Part of the response to rising crime rates, has been to resort to more imprisonment. The prison population in England and Wales has risen from 45,000 in 1990, to over 64,000 in 2001. The running costs of the prison service in England and Wales in the latter year were £2.2 billion. Attempts to “privatise” prisons under deals similar to the public private partnerships seen elsewhere in government policy, represent an attempt to claw back some of the unprofitable expenditure the system must waste on keeping so many people incarcerated; likewise, the government’s continuing attempt to find cheaper alternatives, such as tagging and curfews.

This barrage of figures simply indicates the amount of resources that the capitalist system is compelled to spend maintaining itself and overcoming its anti-social logic; both in terms of the might of police forces directed at, and the overall military force directed by those who have decided that the opportunity costs of violence are reasonable. The more capitalism severs social bonds at home, and is compelled into war abroad, the more it must set aside from productive activity into the sheer waste of maintaining the means of violence.

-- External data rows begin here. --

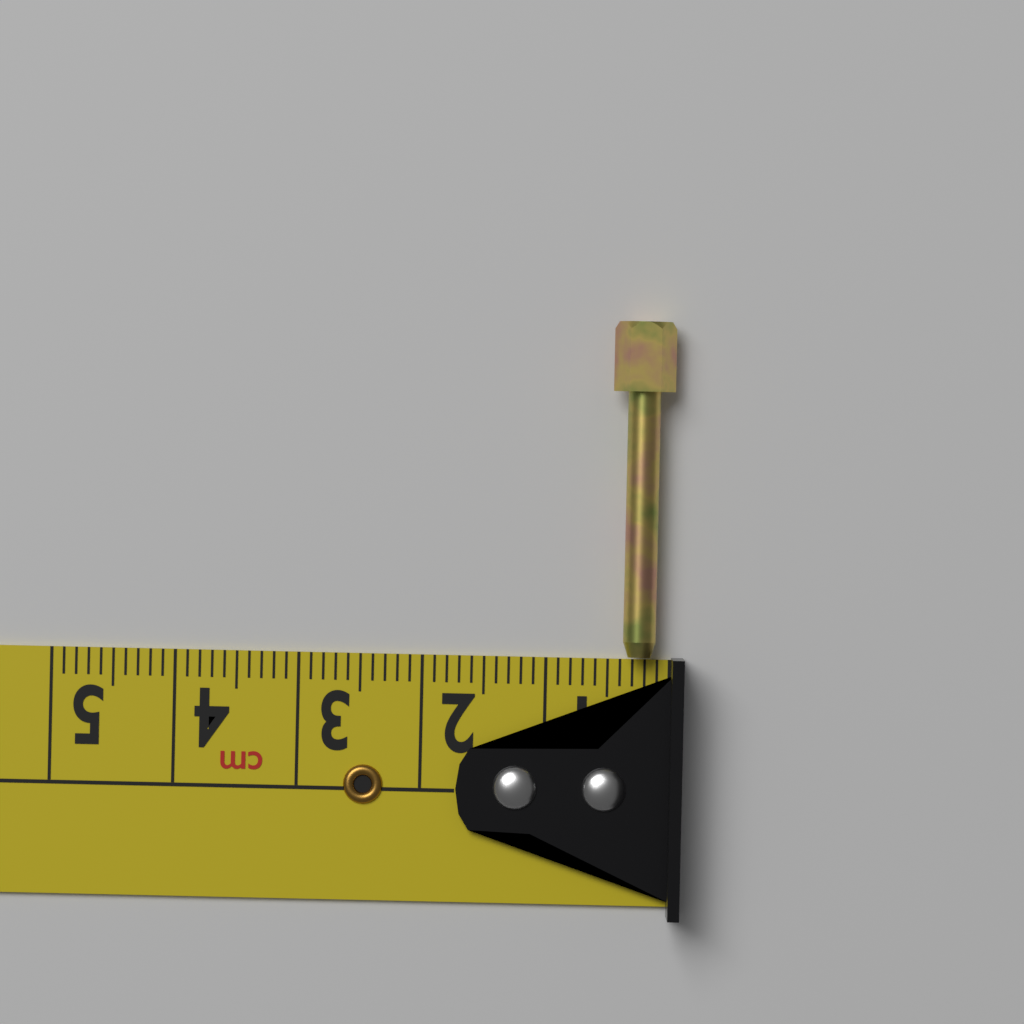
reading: 0.5 cm
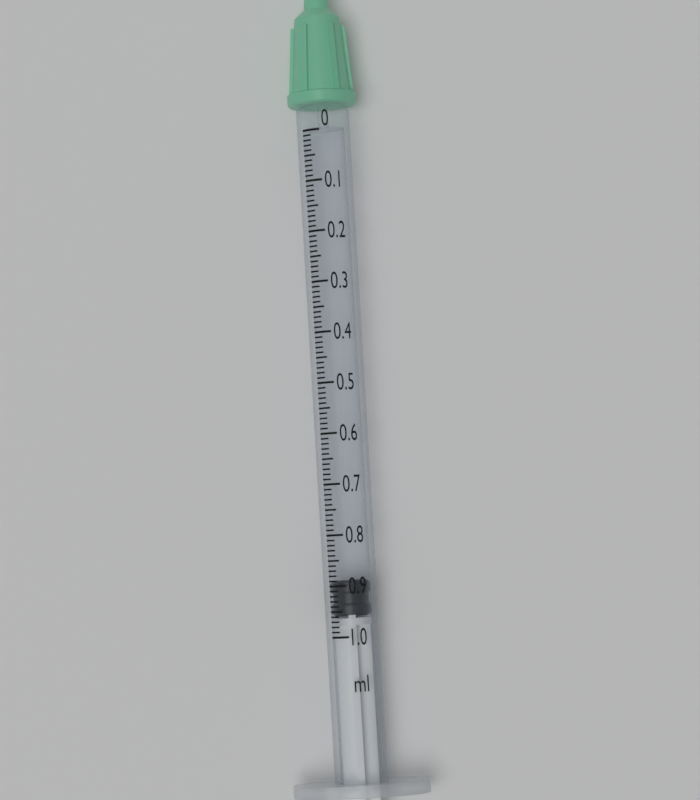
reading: 0.89 ml
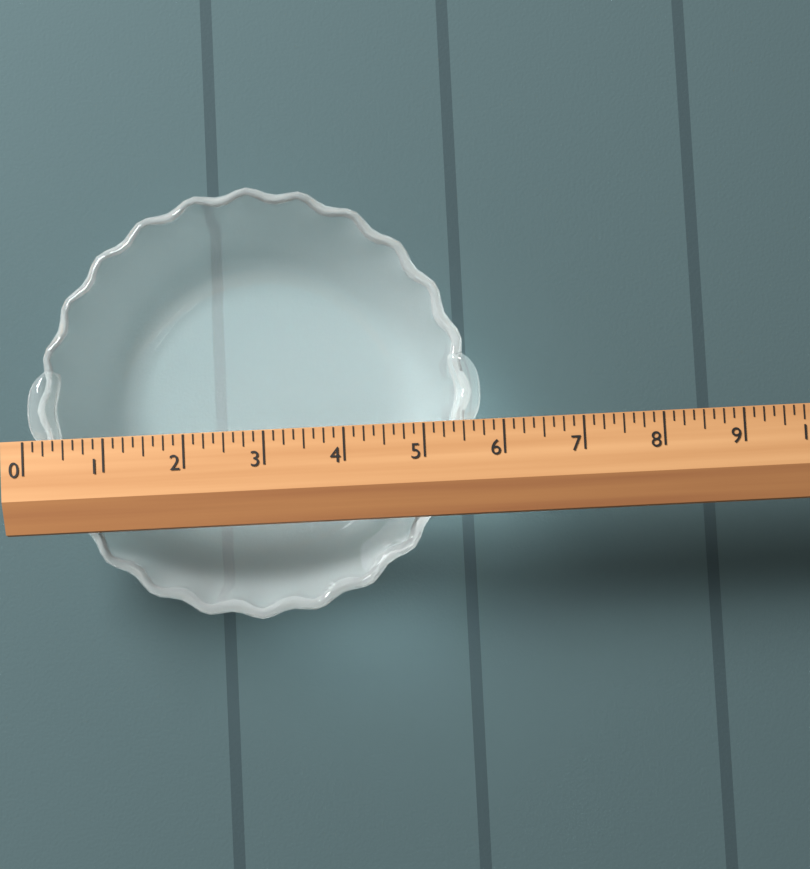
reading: 5.750 (no unit)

Socialism, based upon co-operation and the strong social bonds derived from common ownership, will be freed from the imperative to spend on such branches of activity, and will instead be able to direct them towards satisfying our social needs as a priority, realising the potential that our free and common labour can deliver for ourselves.

Obviously, there are functions currently undertaken by the police and military that will continue to be needed. Currently the police deal with most aspects of sudden death, from investigating it to breaking the sad news to relatives; and obviously, such a function will still be required under socialism. Likewise, the armed forces carry out about twelve hundred search and rescue missions each year, saving thousands of lives. However, we can look to the world around us now, for examples of how such socially necessary functions can be organised. A clear case being the life-boat service, staffed by part-time volunteers who put their own lives at risk to help their fellows in distress.